Thursday, June 21, 2012

Blog Post #2

Portion of Initial Post: 

Online Classes See Cheating Go High-Tech

By Jeffrey R. Young

Easy A's may be even easier to score these days, with the growing popularity of online courses. Tech-savvy students are finding ways to cheat that let them ace online courses with minimal effort, in ways that are difficult to detect.
Take Bob Smith, a student at a public university in the United States. This past semester, he spent just 25 to 30 minutes each week on an online science course, the time it took him to take the weekly test. He never read the online materials for the course and never cracked open a textbook. He learned almost nothing. He got an A.
His secret was to cheat, and he's proud of the method he came up with—though he asked that his real name and college not be used, because he doesn't want to get caught. It involved four friends and a shared Google Doc, an online word-processing file that all five of them could read and add to at the same time during the test.
More on his method in a minute. You've probably already heard of plenty of clever ways students cheat, and this might simply add one more to the list. But the issue of online cheating may rise in prominence, as more and more institutions embrace online courses, and as reformers try new systems of educational badges, certifying skills and abilities learned online. The promise of such systems is that education can be delivered cheaply and conveniently online. Yet as access improves, so will the number of people gaming the system, unless courses are designed carefully.
This prediction has not escaped many of those leading new online efforts, or researchers who specialize in testing. As students find new ways to cheat, course designers are anticipating them and devising new ways to catch folks like Mr. Smith.
In the case of that student, the professor in the course had tried to prevent cheating by using a testing system that pulled questions at random from a bank of possibilities. The online tests could be taken anywhere and were open-book, but students had only a short window each week in which to take them, which was not long enough for most people to look up the answers on the fly. As the students proceeded, they were told whether each answer was right or wrong.
Mr. Smith figured out that the actual number of possible questions in the test bank was pretty small. If he and his friends got together to take the test jointly, they could paste the questions they saw into the shared Google Doc, along with the right or wrong answers. The schemers would go through the test quickly, one at a time, logging their work as they went. The first student often did poorly, since he had never seen the material before, though he would search an online version of the textbook on Google Books for relevant keywords to make informed guesses. The next student did significantly better, thanks to the cheat sheet, and subsequent test-takers upped their scores even further. They took turns going first. Students in the course were allowed to take each test twice, with the two results averaged into a final score.
"So the grades are bouncing back and forth, but we're all guaranteed an A in the end," Mr. Smith told me. "We're playing the system, and we're playing the system pretty well."
He is a first-generation college student who says he works hard, and honestly, in the rest of his courses, which are held in-person rather than online. But he is juggling a job and classes, and he wanted to find a way to add an easy A to his transcript each semester.
Although the syllabus clearly forbids academic dishonesty, Mr. Smith argues that the university has put so little into the security of the course that it can't be very serious about whether the online students are learning anything. Hundreds of students took the course with him, and he never communicated with the professor directly. It all felt sterile, impersonal, he told me. "If they didn't think students would do this, then they didn't think it through."
A professor familiar with the course, who also asked not to be named, said that it is not unique in this regard, and that other students probably cheat in online introductory courses as well. To them, the courses are just hoops to jump through to get a credential, and the students are happy to pay the tuition, learn little, and add an A.
"This is the gamification of education, and students are winning," the professor told me.
Of course, plenty of students cheat in introductory courses taught the old-fashioned way as well. John Sener, a consultant who has long worked in online learning, says the incident involving Mr. Smith sounds similar to students' sharing of old tests or bringing in cheat sheets. "There is no shortage of weak assessments," he says.

My Response: 

One solution to prevent online cheating could be the avoidance of offering online courses for general education classes, or keeping the courses smaller in order to assist teachers in keeping tabs on students.  Additionally, 21st century skills call for students to be able to collaborate and work effectively in groups.  Instead of consistently having students participate in passive learning, calling for collaboration on exams and quizzes may assist students in better grasping the material and applying it pragmatically.  By allowing students to collaborate, teachers are taking away the fun/risk of breaking the rules.  Furthermore, in upper level classes, where students are asked to synthesize and look deeper into material, the search for the answer is often a more important process than the answer itself.  Ultimately, cheating is only going to hurt the student in the future, and hopefully incent them to embrace learning rather than avoid it.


## What the task asks
Which lines below hold the word "SOLD"? Copy all of them.
Top of Given data
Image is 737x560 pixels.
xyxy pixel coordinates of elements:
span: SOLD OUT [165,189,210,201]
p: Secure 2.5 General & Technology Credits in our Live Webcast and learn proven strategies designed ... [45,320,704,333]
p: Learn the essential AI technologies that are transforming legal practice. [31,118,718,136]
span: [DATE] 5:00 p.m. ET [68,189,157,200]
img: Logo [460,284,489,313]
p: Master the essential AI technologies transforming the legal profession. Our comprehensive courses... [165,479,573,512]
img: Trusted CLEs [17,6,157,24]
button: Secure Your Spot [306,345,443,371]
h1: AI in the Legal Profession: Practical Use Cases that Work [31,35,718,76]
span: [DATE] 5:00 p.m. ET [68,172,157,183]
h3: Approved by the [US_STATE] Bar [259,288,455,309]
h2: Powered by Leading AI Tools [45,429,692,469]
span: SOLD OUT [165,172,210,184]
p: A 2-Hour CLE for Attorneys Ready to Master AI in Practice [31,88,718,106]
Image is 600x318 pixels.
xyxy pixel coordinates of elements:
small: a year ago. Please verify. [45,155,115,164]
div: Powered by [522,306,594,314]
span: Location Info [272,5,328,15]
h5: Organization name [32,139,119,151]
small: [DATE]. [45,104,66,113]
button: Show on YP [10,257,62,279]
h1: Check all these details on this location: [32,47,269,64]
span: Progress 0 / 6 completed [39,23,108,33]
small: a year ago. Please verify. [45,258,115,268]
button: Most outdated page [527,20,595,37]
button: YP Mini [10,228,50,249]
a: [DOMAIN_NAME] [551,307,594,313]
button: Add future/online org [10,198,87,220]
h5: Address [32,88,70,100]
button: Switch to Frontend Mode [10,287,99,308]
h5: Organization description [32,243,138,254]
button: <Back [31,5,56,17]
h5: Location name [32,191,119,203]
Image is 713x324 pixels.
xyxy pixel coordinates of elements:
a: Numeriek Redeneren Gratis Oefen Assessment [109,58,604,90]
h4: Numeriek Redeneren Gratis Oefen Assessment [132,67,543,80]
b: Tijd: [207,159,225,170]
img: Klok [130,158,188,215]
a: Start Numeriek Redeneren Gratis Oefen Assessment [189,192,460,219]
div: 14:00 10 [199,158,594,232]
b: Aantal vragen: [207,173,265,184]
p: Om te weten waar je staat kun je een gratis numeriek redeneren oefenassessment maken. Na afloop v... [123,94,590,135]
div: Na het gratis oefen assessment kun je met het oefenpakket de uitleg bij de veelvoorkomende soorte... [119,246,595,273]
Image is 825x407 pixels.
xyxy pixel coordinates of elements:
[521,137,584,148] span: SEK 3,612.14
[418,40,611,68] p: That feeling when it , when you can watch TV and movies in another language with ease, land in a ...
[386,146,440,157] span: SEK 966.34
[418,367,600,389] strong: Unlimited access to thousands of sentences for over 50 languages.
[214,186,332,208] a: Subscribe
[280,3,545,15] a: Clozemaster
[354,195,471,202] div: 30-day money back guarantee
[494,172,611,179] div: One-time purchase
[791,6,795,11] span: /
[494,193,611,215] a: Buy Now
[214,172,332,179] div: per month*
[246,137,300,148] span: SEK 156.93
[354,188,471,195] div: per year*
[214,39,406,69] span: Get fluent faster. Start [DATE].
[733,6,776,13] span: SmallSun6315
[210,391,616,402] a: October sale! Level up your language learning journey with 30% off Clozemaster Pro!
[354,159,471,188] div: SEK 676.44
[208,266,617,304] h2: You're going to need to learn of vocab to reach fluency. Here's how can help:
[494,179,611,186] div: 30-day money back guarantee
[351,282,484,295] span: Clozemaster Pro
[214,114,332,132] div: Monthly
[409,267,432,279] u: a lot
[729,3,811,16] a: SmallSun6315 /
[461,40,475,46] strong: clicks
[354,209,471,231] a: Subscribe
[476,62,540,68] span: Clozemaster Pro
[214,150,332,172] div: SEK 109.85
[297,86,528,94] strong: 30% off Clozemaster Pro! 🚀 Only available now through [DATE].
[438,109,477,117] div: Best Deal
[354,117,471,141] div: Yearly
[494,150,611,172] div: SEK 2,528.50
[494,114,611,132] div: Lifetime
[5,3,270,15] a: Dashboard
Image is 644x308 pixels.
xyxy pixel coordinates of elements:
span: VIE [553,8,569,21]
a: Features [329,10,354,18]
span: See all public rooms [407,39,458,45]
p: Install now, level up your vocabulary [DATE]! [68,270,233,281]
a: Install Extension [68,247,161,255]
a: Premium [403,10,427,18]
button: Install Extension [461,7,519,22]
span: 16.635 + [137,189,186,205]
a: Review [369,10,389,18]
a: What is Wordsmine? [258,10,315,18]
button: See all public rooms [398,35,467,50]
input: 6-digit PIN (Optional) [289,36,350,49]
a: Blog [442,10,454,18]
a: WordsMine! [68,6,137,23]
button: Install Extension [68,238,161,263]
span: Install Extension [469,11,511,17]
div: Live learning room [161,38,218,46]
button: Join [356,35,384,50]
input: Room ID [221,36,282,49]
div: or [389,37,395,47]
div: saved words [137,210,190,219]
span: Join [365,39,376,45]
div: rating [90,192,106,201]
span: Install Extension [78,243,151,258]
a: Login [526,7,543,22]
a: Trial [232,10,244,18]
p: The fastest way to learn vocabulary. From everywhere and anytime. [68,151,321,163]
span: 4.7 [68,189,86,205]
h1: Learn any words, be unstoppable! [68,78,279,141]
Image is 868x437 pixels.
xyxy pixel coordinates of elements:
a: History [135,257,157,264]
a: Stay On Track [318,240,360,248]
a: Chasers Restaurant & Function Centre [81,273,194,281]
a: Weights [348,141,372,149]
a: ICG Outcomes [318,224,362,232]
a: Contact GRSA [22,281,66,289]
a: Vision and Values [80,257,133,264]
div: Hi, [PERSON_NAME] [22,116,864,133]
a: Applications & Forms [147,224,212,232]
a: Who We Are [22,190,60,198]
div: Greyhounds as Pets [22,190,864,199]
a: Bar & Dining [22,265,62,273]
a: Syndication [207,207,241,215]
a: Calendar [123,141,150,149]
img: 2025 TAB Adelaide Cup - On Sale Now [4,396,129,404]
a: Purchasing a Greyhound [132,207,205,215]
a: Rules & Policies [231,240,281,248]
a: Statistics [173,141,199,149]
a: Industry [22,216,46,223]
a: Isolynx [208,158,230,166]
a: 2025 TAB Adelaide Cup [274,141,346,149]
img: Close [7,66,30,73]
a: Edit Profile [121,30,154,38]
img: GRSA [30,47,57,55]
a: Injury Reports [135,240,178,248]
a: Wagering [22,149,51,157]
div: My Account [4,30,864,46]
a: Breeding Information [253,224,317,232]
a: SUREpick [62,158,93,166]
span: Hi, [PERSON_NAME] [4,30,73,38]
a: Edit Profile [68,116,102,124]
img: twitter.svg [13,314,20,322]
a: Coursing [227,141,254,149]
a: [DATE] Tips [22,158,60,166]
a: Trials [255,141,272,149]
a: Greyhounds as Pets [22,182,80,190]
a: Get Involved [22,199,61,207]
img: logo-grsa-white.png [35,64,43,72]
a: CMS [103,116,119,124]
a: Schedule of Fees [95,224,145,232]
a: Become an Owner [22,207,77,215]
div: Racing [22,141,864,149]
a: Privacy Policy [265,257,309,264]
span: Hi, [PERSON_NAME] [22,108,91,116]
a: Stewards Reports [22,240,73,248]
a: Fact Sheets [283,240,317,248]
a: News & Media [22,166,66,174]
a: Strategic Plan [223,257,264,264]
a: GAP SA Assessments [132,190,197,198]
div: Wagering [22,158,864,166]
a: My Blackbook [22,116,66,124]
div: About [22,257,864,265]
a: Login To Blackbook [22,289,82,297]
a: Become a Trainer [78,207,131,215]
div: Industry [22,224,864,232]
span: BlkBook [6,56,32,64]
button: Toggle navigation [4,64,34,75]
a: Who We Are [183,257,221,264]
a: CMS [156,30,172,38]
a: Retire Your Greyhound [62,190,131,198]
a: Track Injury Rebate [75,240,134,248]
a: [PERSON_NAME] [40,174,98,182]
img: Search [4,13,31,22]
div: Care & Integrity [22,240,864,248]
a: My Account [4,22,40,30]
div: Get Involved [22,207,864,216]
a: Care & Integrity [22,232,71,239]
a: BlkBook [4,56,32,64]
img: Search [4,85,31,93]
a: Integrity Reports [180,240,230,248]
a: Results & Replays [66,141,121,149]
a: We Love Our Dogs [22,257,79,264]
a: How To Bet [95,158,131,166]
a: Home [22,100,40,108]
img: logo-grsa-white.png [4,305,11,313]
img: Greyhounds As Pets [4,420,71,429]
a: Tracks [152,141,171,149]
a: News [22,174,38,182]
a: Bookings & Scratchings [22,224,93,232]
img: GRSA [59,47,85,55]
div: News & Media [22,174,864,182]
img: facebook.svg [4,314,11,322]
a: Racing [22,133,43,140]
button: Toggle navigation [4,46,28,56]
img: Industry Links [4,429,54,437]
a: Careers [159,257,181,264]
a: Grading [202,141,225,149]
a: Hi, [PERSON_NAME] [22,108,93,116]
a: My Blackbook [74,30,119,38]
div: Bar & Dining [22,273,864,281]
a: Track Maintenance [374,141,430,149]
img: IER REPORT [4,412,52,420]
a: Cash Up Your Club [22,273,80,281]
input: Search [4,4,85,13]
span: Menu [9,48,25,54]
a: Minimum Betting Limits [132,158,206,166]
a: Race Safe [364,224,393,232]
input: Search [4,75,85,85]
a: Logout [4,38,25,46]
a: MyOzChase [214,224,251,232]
Bottom of Given data
## Final answer
span: SOLD OUT [165,189,210,201]
span: SOLD OUT [165,172,210,184]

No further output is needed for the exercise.